Introductory Note from Sasank Vemana
“We are pleased to welcome the one and only Graham Smith, Head of PeopleSoft Technology at Version 1, as a very special guest (blogger)! Graham is one of the most prolific bloggers in PeopleSoft, serving the community with tips, tricks, and best practices for over 15 years. He is also a regular speaker at Oracle events and has earned the prestigious Oracle ACE Director award for his numerous contributions to our community.
It is no surprise that Graham is usually the first to jump on new PeopleSoft Technology. Before the holidays in December last year, Graham used Cloud Manager to patch one of his environments on OCI to the latest PeopleTools release using Cloud Manager. He shares his experience in his own words below…”
The annual UK Oracle User Group (UKOUG) conference took place in the UK’s second city, Birmingham, a few weeks before the Christmas break. Breakthrough 2022 was a 2-day event, packed with Oracle database, cloud, JDE, EBS and PeopleSoft content, and was attended, in-person, by over 400 enthusiastic Oracle technologists, hungry for knowledge and the chance to network.
The PeopleSoft content was on day 1 and a small but enthusiastic contingent from the UK customer and partner community gathered to discuss a wide range of topics including PeopleTools Test Framework, development techniques, lifecycle management, Oracle Cloud Infrastructure, Elasticsearch and Real Time Indexing.
The PeopleTools roadmap session was led by Oracle’s Sasank Vemana (Director, PeopleTools Product Management). Just before this session started it was mentioned that patch 02 for PeopleTools 8.60 had just been posted on MOS. This was the first patch release available for on-premises download.
My technology team at Version 1 have already been working on PeopleTools 8.60 from the day it was released on Cloud Manager and not wanting to miss an opportunity, I decided to open up my laptop and from the back of the meeting room kicked off the upgrade of one of our PeopleTools 8.60 environments from patch 01 to patch 02. It was applying patch 02 to the environment I had used earlier at the conference when presenting on Real Time Indexing (RTI) – another innovation in PeopleTools. I screen recorded the steps in Cloud Manager to apply the update and you can watch this here.
Normally the application of a PeopleTools patch in Cloud Manager is pretty straightforward and completes in around an hour. However, after only 5 minutes processing the update ended with an error!
“Failed to establish a new connection: [Errno 110] Connection timed out”
“Errno 110” is an error coming from Python and could mean anything from DNS name not resolving to a network routing issue.

By this time Sasank was 15 minutes into his presentation on PeopleTools 8.60 and, not wanting to get distracted by Cloud Manager errors and miss a fabulous rundown of some great new features, I decided to take the highly technical path of “just try it again”. This, of course, is a logically flawed approach and one that a 16-year-old me working with analogue computers back in the day might have been justified in doing. But computers are pretty logical, and if it errors once, then under the same unchanged conditions it will error again.
Anyway, there’s a retry-failed-step option in Cloud Manager and so I kicked it off again. Surprise, surprise after 5 mins it failed again. Oh well…. It was worth, I try.
It’s important to note that PeopleSoft Cloud Manager environments can only be upgraded to PeopleTools or patched if they are created using a Full Tier topology containing a Windows Node.

The Windows node is required to run Change Assistant. So, I thought I’d login to my environments Windows server to see if I could find out why this was failing, and it was only then that I realised what was going on…. I hadn’t started the Windows server node! The Windows Node in a Full Tier environment is not required for the PeopleSoft environment to operate so we normally have these powered off. This is OCI so if it’s OFF then it’s not costing us anything. But, of course, it’s required to be ON in order to perform updates like applying PeopleTools patches.
I started the compute instance from the OCI console, restarted the failed update job in Cloud Manager and it ran to success. You can see the job status below. It’s recorded the time I started the update job and the time it completed. This time includes around 35 mins of time wasted trying to apply the update when the Windows node was powered off!
Pretty much a hands-free upgrade from 8.60.01 to 02 in under 1 hr.


There are some very exciting features in PeopleTools 8.60 and our team at Version 1 have had access to this latest release from the day it was released all thanks to PeopleSoft Cloud Manager. And now we have access patch 02 with only a momentary disruption to our research and learning of this innovative release.
You don’t have to be running your PeopleSoft system on OCI to use PeopleSoft Cloud Manager. There’s still significant value to be gained even if you only use Cloud Manager for provisioning your PeopleSoft PUM Images.
I’m on a never-ending journey of learning about technology and I guess the lesson to be learned here is even a fully automated process like Cloud Manager PeopleTools patching is not immune to human error. In this case, my error in not starting the Windows server. Despite this, our team at Version 1 now has immediate access to the latest PeopleTools version, all thanks to the power of PeopleSoft Cloud Manager.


=== What this task involves ===
Where does the word "bounding" occur in the material? Copy each line that has it.

=== Data to use ===
☆ ☆ ☆ ☆

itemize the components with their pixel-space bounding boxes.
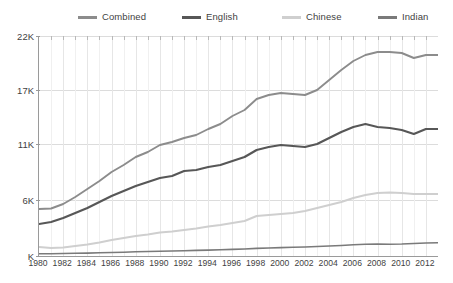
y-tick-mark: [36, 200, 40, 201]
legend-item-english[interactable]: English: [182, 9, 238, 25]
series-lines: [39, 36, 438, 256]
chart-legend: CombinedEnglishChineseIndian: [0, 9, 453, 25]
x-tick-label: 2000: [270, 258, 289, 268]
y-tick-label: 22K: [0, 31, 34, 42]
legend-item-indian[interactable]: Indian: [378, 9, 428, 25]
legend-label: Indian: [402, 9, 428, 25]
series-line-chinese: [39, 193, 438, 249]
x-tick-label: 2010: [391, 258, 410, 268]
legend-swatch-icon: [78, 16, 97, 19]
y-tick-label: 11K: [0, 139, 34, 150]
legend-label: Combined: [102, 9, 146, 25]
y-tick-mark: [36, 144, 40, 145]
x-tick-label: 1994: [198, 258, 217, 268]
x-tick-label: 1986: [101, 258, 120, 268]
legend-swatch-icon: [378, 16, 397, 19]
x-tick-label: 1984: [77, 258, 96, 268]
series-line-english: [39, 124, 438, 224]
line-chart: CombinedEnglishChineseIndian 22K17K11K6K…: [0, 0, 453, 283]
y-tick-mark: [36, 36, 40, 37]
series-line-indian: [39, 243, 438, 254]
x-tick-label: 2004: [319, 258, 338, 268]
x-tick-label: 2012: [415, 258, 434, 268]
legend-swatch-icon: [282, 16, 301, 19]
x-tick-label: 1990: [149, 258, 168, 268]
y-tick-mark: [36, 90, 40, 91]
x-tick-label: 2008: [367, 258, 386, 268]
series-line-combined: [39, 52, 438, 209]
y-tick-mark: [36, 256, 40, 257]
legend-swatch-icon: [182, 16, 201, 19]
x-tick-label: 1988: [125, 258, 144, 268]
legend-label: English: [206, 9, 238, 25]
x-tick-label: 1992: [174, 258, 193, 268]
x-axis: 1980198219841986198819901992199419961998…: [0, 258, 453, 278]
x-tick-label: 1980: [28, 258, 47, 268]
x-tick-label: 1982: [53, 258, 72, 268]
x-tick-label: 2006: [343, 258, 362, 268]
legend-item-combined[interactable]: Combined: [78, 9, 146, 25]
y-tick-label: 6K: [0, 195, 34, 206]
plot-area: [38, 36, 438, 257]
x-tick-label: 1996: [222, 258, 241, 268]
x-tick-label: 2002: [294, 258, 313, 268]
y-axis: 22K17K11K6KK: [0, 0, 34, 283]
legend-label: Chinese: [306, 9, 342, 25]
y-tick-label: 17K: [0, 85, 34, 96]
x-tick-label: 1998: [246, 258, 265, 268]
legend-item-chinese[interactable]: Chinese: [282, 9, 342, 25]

☆ ☆ ☆ ☆

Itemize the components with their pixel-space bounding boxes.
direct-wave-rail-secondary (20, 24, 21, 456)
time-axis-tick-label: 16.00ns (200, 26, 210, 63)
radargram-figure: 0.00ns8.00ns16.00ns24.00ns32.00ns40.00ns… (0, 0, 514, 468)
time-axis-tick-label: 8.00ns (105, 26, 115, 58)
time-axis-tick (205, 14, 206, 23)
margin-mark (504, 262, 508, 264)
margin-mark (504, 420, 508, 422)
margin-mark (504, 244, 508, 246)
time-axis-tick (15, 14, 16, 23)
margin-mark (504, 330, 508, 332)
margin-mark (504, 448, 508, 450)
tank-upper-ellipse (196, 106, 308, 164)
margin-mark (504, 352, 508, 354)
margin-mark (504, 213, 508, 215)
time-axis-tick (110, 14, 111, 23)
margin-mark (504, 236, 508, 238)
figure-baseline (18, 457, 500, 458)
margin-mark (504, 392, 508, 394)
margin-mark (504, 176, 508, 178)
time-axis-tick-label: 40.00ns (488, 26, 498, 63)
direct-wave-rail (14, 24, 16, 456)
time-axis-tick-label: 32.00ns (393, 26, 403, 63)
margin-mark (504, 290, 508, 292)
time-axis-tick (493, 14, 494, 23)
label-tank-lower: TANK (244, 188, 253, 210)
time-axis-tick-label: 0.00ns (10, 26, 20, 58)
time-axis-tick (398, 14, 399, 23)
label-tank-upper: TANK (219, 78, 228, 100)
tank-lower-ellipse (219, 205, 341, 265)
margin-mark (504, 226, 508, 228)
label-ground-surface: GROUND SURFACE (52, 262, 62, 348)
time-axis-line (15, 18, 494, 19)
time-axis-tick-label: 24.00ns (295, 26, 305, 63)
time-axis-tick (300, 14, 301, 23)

☆ ☆ ☆ ☆

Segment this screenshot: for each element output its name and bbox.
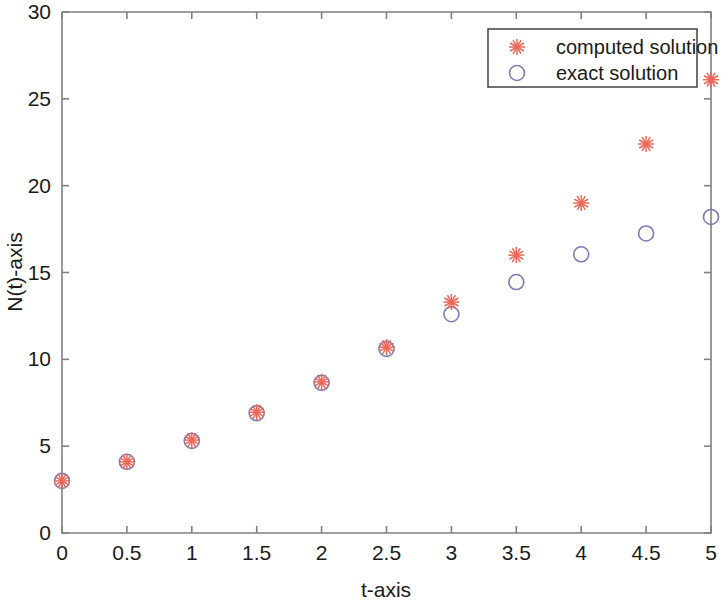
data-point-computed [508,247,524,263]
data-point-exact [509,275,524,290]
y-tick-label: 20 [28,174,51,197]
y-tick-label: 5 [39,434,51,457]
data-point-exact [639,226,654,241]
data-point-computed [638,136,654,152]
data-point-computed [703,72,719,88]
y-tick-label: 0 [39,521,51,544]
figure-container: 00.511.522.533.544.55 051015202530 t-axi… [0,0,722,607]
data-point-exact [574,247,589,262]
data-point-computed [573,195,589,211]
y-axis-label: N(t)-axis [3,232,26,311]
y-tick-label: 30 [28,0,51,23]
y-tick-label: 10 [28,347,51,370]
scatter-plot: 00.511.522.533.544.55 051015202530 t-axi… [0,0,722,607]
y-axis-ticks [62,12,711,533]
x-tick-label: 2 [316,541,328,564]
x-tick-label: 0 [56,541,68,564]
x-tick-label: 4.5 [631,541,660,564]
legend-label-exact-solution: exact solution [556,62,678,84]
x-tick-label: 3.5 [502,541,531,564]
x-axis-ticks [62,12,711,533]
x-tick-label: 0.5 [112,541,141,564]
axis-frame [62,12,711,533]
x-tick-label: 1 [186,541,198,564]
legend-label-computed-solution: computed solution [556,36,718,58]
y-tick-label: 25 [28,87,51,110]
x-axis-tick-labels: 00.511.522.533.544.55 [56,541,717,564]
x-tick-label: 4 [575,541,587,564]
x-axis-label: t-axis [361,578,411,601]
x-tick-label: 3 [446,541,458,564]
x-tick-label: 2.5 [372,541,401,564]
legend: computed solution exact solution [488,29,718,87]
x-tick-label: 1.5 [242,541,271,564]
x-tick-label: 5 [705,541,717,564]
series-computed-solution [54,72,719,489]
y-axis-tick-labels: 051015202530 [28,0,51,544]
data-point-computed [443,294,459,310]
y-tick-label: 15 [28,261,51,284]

☆ ☆ ☆ ☆

=== Your response ===
itemize the components with their pixel-space bounding boxes.
Itemize the components with their pixel-space bounding boxes.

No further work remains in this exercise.